Amaechi said he has been in touch with soccer players, including in the English Premier League, who are gay but are not ready to go public.

"Many of them are out already," he said. "They are out in the way that most people are out in that people they love and that people who care about them know that they are gay. But random strangers don't know that they are gay."

Fashanu remains the only top-level British soccer player to have come out publicly, acknowledging he was gay in 1990. The former Nottingham Forest and Norwich City striker was found hanged in a London garage at age 37.

According to an inquest, Fashanu left a note saying, because he was gay, he feared he wouldn't get a fair trial in the United States on sexual assault charges. Maryland police were seeking him on charges that he sexually assaulted a 17-year-old boy after a party at his apartment.

Robbie Rogers, a former U.S. national team player who played for Leeds in England's second-tier division last season, went public in February that he was gay, saying on his personal website that "I realized I could only truly enjoy my life once I was honest." He also said he was retiring from the sport.

 Anti-gay sentiment in soccer has been expressed in different ways.


Last year, Italy forward Antonio Cassano said he hoped there were no homosexual players on the national team and used a derogatory word to describe gays.
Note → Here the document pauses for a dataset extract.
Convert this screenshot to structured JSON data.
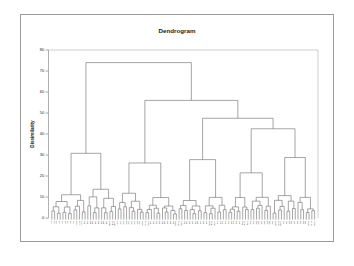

Fans of two-time defending Russian champion Zenit St. Petersburg signed a petition saying gay players were "unworthy of our great city."
 
Marcello Lippi, Italy's World Cup winning manager, caused a stir in 2009 when he said he had never come across a gay player and would advise gay players to stay in the closet.

"The NBA is light years ahead of football, there is no doubt about that," Amaechi said.

In the U.S., Kopay, who played for five NFL teams over 10 years, was the first pro athlete to acknowledge his homosexuality publicly when he came out in 1977 after retiring, and wrote a book about it.

Four-time diving gold medalist Louganis revealed he was gay in 1994, a year before announcing he was also HIV-positive.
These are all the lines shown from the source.